The problem came when we went for the loan. We gathered documents, sent emails and faxes, scanned things, remembered all ten places we've lived in the past twenty years, sent blood, hair and fingernail clippings, etc. The loan was approved - except for this little matter of a tax lien from California from 1995.

Yes, 1995.

This had never shown up before on any credit report. And it only shows up on one of them.

After two days of phone mazes, automated robotic recordings and real people who sounded like automated robotic recordings, screaming, and testing the physical limits of all the phones within reach, I discovered that the entry was an error. And worse than an error, it was a fart of confused data.

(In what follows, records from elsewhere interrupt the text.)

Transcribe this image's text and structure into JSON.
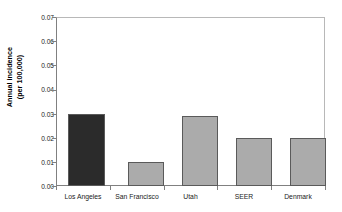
{
  "chart_data": {
    "type": "bar",
    "title": "",
    "xlabel": "",
    "ylabel": "Annual incidence (per 100,000)",
    "ylabel_lines": [
      "Annual incidence",
      "(per 100,000)"
    ],
    "categories": [
      "Los Angeles",
      "San Francisco",
      "Utah",
      "SEER",
      "Denmark"
    ],
    "values": [
      0.03,
      0.01,
      0.029,
      0.02,
      0.02
    ],
    "ylim": [
      0.0,
      0.07
    ],
    "ytick_labels": [
      "0.07",
      "0.06",
      "0.05",
      "0.04",
      "0.03",
      "0.02",
      "0.01",
      "0.00"
    ],
    "ytick_values": [
      0.07,
      0.06,
      0.05,
      0.04,
      0.03,
      0.02,
      0.01,
      0.0
    ],
    "grid": false,
    "legend": "none",
    "bar_colors": [
      "#2b2b2b",
      "#ababab",
      "#ababab",
      "#ababab",
      "#ababab"
    ],
    "bar_edge_color": "#5a5a5a",
    "highlight_category": "Los Angeles",
    "background": "#ffffff"
  }
}
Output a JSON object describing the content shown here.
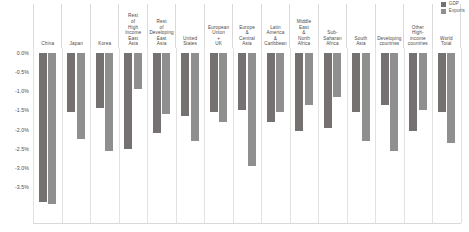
{
  "legend": {
    "position": "top-right",
    "items": [
      {
        "label": "GDP",
        "color": "#767171"
      },
      {
        "label": "Exports",
        "color": "#8f8f8f"
      }
    ]
  },
  "axis": {
    "y_ticks": [
      "0.0%",
      "-0.5%",
      "-1.0%",
      "-1.5%",
      "-2.0%",
      "-2.5%",
      "-3.0%",
      "-3.5%"
    ]
  },
  "chart_data": {
    "type": "bar",
    "title": "",
    "subtitle": "",
    "xlabel": "",
    "ylabel": "",
    "ylim": [
      -4.0,
      0.0
    ],
    "grid": false,
    "legend_position": "top-right",
    "categories": [
      "China",
      "Japan",
      "Korea",
      "Rest of High Income East Asia",
      "Rest of Developing East Asia",
      "United States",
      "European Union + UK",
      "Europe & Central Asia",
      "Latin America & Caribbean",
      "Middle East & North Africa",
      "Sub-Saharan Africa",
      "South Asia",
      "Developing countries",
      "Other High-income countries",
      "World Total"
    ],
    "series": [
      {
        "name": "GDP",
        "color": "#767171",
        "values": [
          -3.9,
          -1.55,
          -1.45,
          -2.5,
          -2.1,
          -1.65,
          -1.55,
          -1.5,
          -1.8,
          -2.05,
          -1.95,
          -1.55,
          -1.35,
          -2.05,
          -1.55
        ]
      },
      {
        "name": "Exports",
        "color": "#8f8f8f",
        "values": [
          -3.95,
          -2.25,
          -2.55,
          -0.95,
          -1.6,
          -2.3,
          -1.8,
          -2.95,
          -1.55,
          -1.35,
          -1.15,
          -2.3,
          -2.55,
          -1.5,
          -2.35
        ]
      }
    ]
  }
}
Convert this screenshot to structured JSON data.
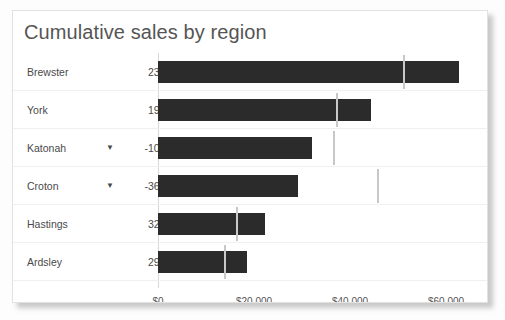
{
  "card": {
    "title": "Cumulative sales by region"
  },
  "chart_data": {
    "type": "bar",
    "orientation": "horizontal",
    "title": "Cumulative sales by region",
    "xlabel": "",
    "ylabel": "",
    "xlim": [
      0,
      66000
    ],
    "grid": false,
    "legend": null,
    "bar_color": "#2b2b2b",
    "marker_color": "#c8c8c8",
    "tick_values": [
      0,
      20000,
      40000,
      60000
    ],
    "tick_labels": [
      "$0",
      "$20,000",
      "$40,000",
      "$60,000"
    ],
    "categories": [
      "Brewster",
      "York",
      "Katonah",
      "Croton",
      "Hastings",
      "Ardsley"
    ],
    "values": [
      62700,
      44400,
      32000,
      29200,
      22300,
      18500
    ],
    "reference_values": [
      51000,
      37000,
      36500,
      45600,
      16200,
      13700
    ],
    "delta_labels": [
      "23%",
      "19%",
      "-10%",
      "-36%",
      "32%",
      "29%"
    ],
    "rows": [
      {
        "label": "Brewster",
        "delta": "23%",
        "negative": false,
        "icon": "",
        "value": 62700,
        "reference": 51000
      },
      {
        "label": "York",
        "delta": "19%",
        "negative": false,
        "icon": "",
        "value": 44400,
        "reference": 37000
      },
      {
        "label": "Katonah",
        "delta": "-10%",
        "negative": true,
        "icon": "▼",
        "value": 32000,
        "reference": 36500
      },
      {
        "label": "Croton",
        "delta": "-36%",
        "negative": true,
        "icon": "▼",
        "value": 29200,
        "reference": 45600
      },
      {
        "label": "Hastings",
        "delta": "32%",
        "negative": false,
        "icon": "",
        "value": 22300,
        "reference": 16200
      },
      {
        "label": "Ardsley",
        "delta": "29%",
        "negative": false,
        "icon": "",
        "value": 18500,
        "reference": 13700
      }
    ]
  }
}
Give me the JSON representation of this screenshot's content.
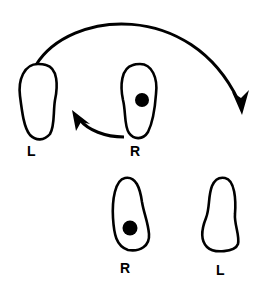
{
  "diagram": {
    "colors": {
      "stroke": "#000000",
      "background": "#ffffff"
    },
    "feet": [
      {
        "id": "top-left",
        "label": "L",
        "has_dot": false
      },
      {
        "id": "top-right",
        "label": "R",
        "has_dot": true
      },
      {
        "id": "bottom-left",
        "label": "R",
        "has_dot": true
      },
      {
        "id": "bottom-right",
        "label": "L",
        "has_dot": false
      }
    ],
    "arrows": [
      {
        "id": "long-arc",
        "from": "top-left L",
        "to": "right side (down)"
      },
      {
        "id": "short-curve",
        "from": "top R",
        "to": "top L (leftward)"
      }
    ]
  }
}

The item on on the credit report - pay attention now - was for a lien from 1995 for a traffic ticket from 2003.

Yes, you read that right.

First I got to thinking it's either some distracted data entry person playing havoc with my file or some entropic database gumbo. Then I realized it was a new kind of credit reporting - a new "product," a feature: Premonition Based Credit Reporting.

We anticipate your future missteps by peering into the future. We know you are going to do something stupid pretty soon so we are going to punish you now.

So if you are a bank or an auto dealership or a furniture store looking to establish credit on customers, here's the pitch:
Want to know someone's credit history? We'll not only tell you the past, we'll let you in on the future. Should you give Janet Whatever here a loan for this mini-van? No, because she's going to bounce a check for $38 in seven years.

One of the credit reporting agencies has a website that invites you to call them if you have questions or need help, so I called them. They promtly direct you to the website, which then suggests you call them, and on and on. An infinite loop of nothing. Minimalist corporate avoidance.

You would think after these kinds of machine loops and phone trees I'd be pleased to talk to a human being. You'd be wrong. They were just as automated and performed with a bewildering level of inhumanity. Scripted, mechanical, routinized, policy driven. I've always wanted to develop my own policy in these situations. I would say something like "I'm sorry but in this situation it is my policy to tell you and your entire company to eat shit," and then, in a polite voice, ask "would you like for us to email you a copy of the policy?" ("Us" in this case representing me and my various and contradictory mental states, but that's another story.)

I live in the 21st century with it's blistering pace and always on culture, but in some places like state and city offices and credit reporting companies I have to slow to an aching crawl, search for things with my hands, and savor the adhesive glue on my tongue while waiting for weeks for a piece of paper to arrive from some musty beige filing cabinet in Norwalk California.

And where the hell are our electronic signatures?

While waiting for them, and for a noxious truck to deliver a piece of paper across the Western United States, we nearly lost the wonderful house we thought would give us a fresh start.

So, I say burn all paper documents. Make a deadline and burn them.

(Remember the last scene in Fight Club? It's starting to look like a very good idea.)